Butterfly Stool
The designs of renowned Japanese industrial designer, Sōri Yanagi are characterised by timelessness and functionality. The Butterfly Stool elegantly combines Eastern and Western cultural influences – with traditional craftsmanship harmoniously embracing industrial technology.
Sōri Yanagi studied painting and architecture at the Tokyo University of the Arts, where he developed an interest in modern design and was influenced by the work of Le Corbusier and Charlotte Perriand. In the early 1940s, he went on to work as an assistant in Charlotte Perriand’s Tokyo design office, while she was an advisor to the Japanese Ministry of Commerce.
Sōri Yanagi was strongly influenced by his father, philosopher and aesthete, Yanagi Sōetsu, who established the concept of mingei, roughly translated as ‘folk craft’, in the mid-1920s. In some ways seen as a reaction to Japan’s rapid modernisation at the time, mingei seeks to celebrate the beauty of everyday objects and the crafts of ordinary people, appreciation for which he felt was being lost at the time. Yanagi Sōetsu went on to establish the Japan Folk Crafts Museum in 1936, dedicated to mingei. The influence his father’s work had on Sōri Yanagi can be seen in his inherent appreciation for practical crafts and arts. His extensive range of designs includes everyday objects like kitchen utensils and a kettle which are still hugely popular today. Functionality remained central to his design process, he noted, “the fundamental problem is that many products are created to be sold, not used.”
After founding the Yanagi Industrial Design Institute in 1952, Sōri Yanagi designed the iconic moulded plywood Butterfly stool in 1954. The stool is made of two identical pieces of gently curved plywood, when fastened back-to-back they’re reminiscent of a butterfly’s wings in flight. The shape also references traditional Japanese architecture such as the torii gate of a Shinto shrine. When first manufactured by Tendo Mokko, the stool was made of rosewood-faced five-layer plywood with a brass cross-bar.
Yanagi would make the first versions of a product repeatedly by hand, open to new forms taking shape through the process. His creations contain a quality that would be almost impossible to design in any other way.
Whilst embracing modern and industrial techniques such as the method for bending plywood used in the Butterfly Stool, originally developed by Charles and Ray Eames, Yanagi’s design process remained distinctly oriental. Once declaring, “basic concepts and beautiful forms do not come from the drawing board alone.”
Yanagi’s Butterfly Stool won the gold medal at the Milan Triennial in 1957 and is part of the permanent collection of the MOMA and Metropolitan Museum of Art in New York, and the Louvre in Paris. To commemorate the 60th anniversary of the piece, the Japan Design Committee organised an exhibition at the Matsuya Department Store, where Yanagi had first presented the stool in 1956. In 1977, Yanagi became director of the Japan Folk Crafts Museum in Tokyo, founded by his father 40 years before.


[WHAT TO WORK ON] Where a record contains an image, leave the image out and print the rest exactly.

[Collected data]
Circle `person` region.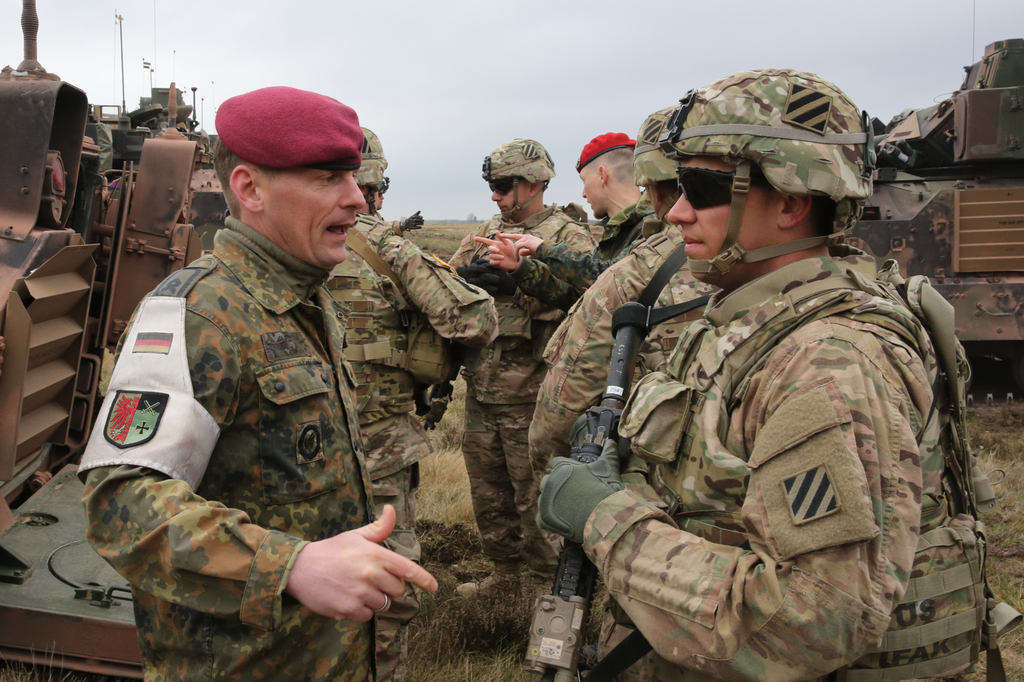
Region: <bbox>324, 120, 500, 661</bbox>.
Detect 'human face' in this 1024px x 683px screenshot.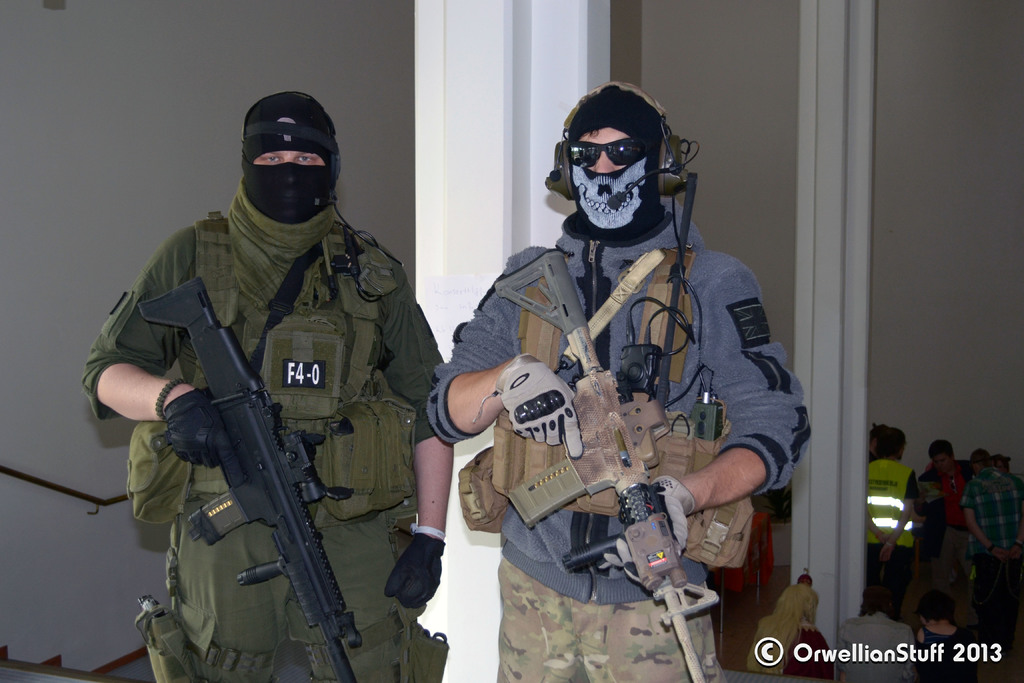
Detection: locate(931, 454, 951, 472).
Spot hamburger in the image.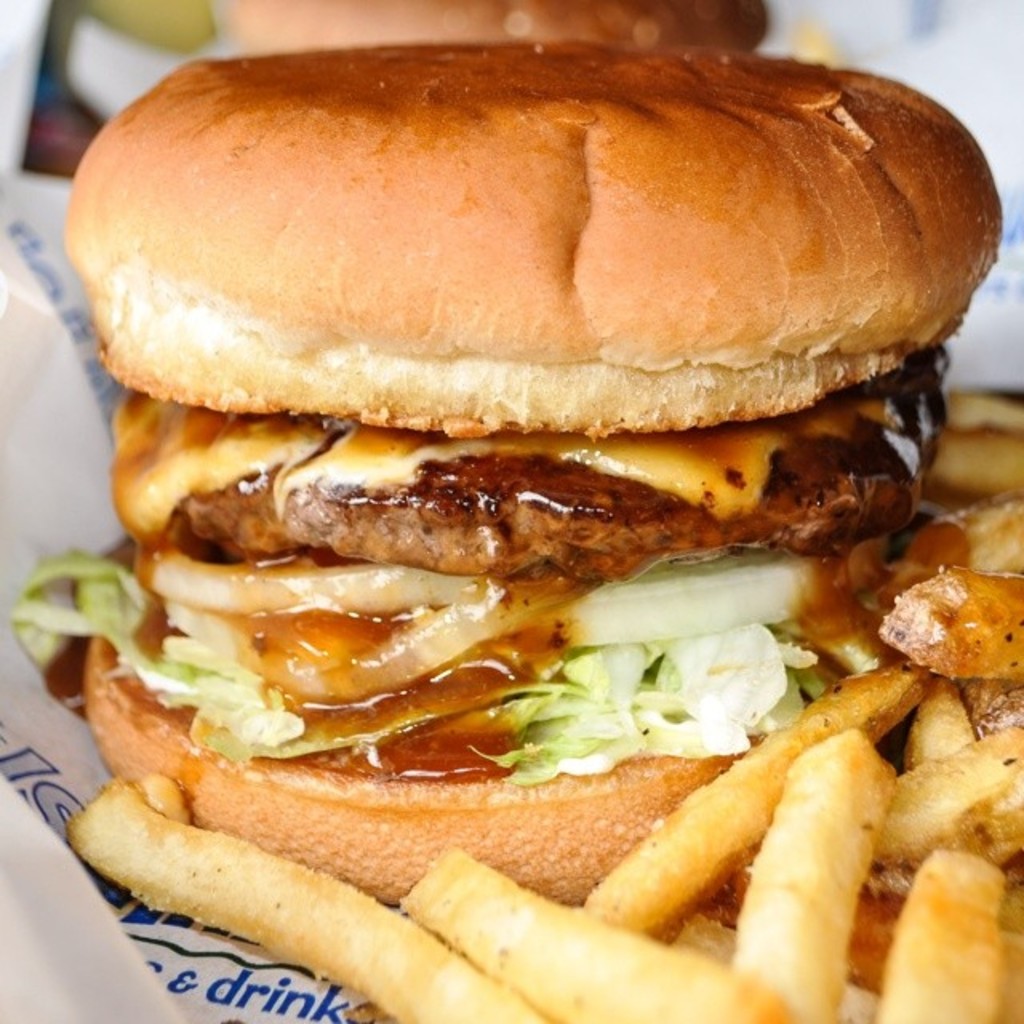
hamburger found at <bbox>22, 34, 1005, 907</bbox>.
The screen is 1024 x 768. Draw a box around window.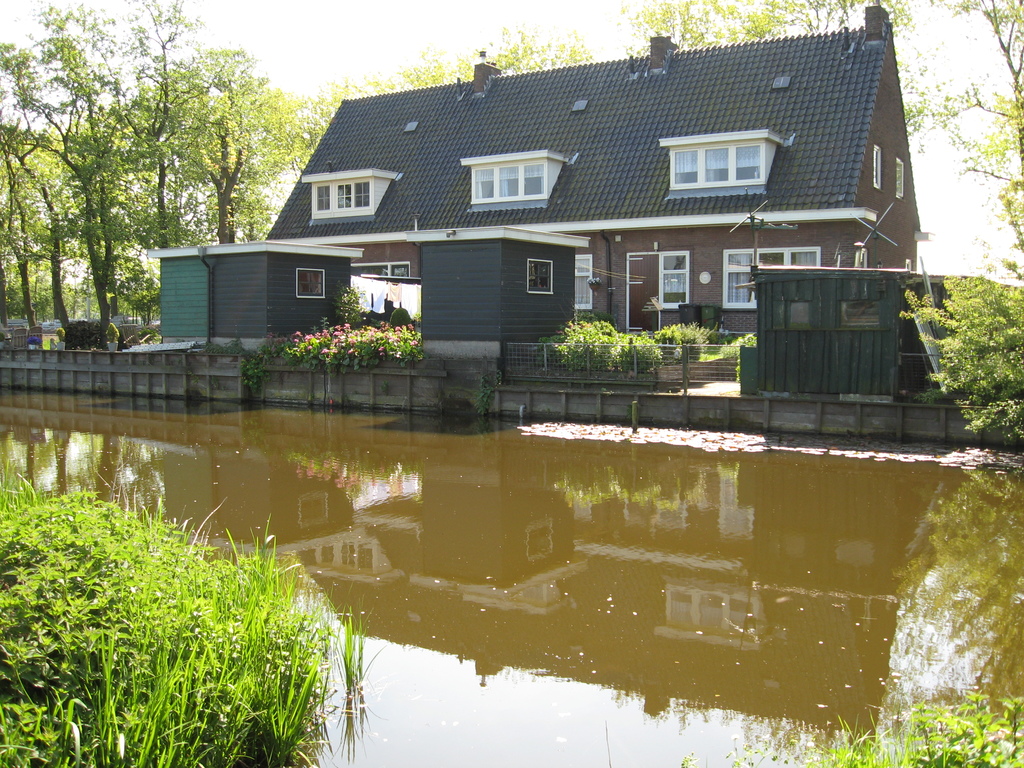
(297,264,327,303).
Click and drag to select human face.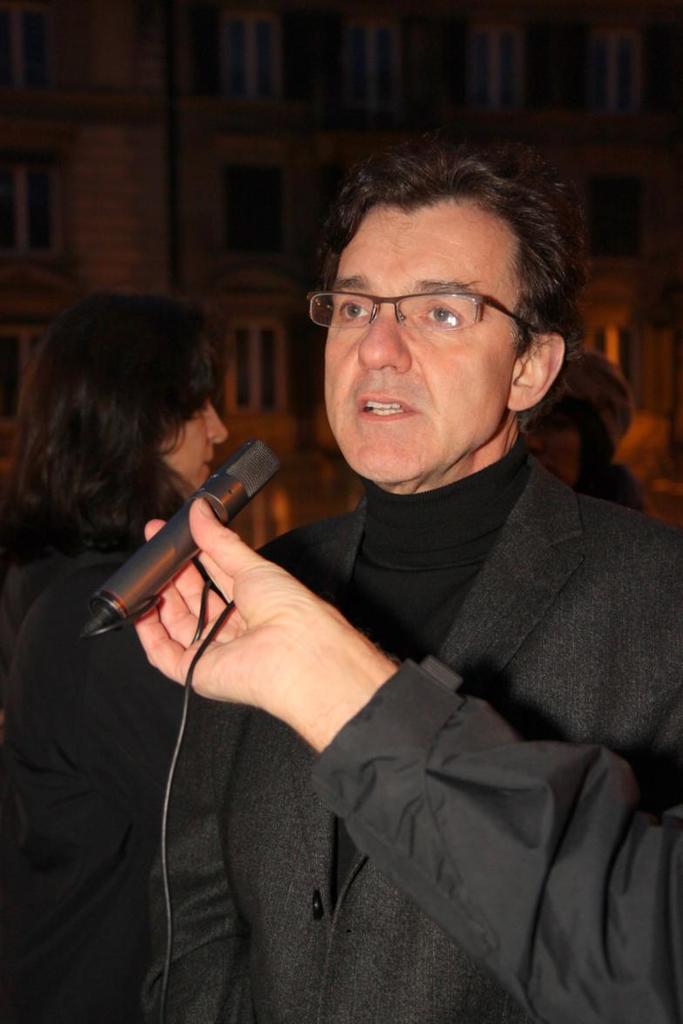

[RESPONSE TO THE TASK]
Circle `person` region.
Region: <bbox>324, 120, 500, 661</bbox>.
Detect 'human face' in this 1024px x 683px screenshot.
Detection: locate(931, 454, 951, 472).
Spot hamburger in the image.
hamburger found at <bbox>22, 34, 1005, 907</bbox>.
The screen is 1024 x 768. Draw a box around window.
(297,264,327,303).
Click and drag to select human face.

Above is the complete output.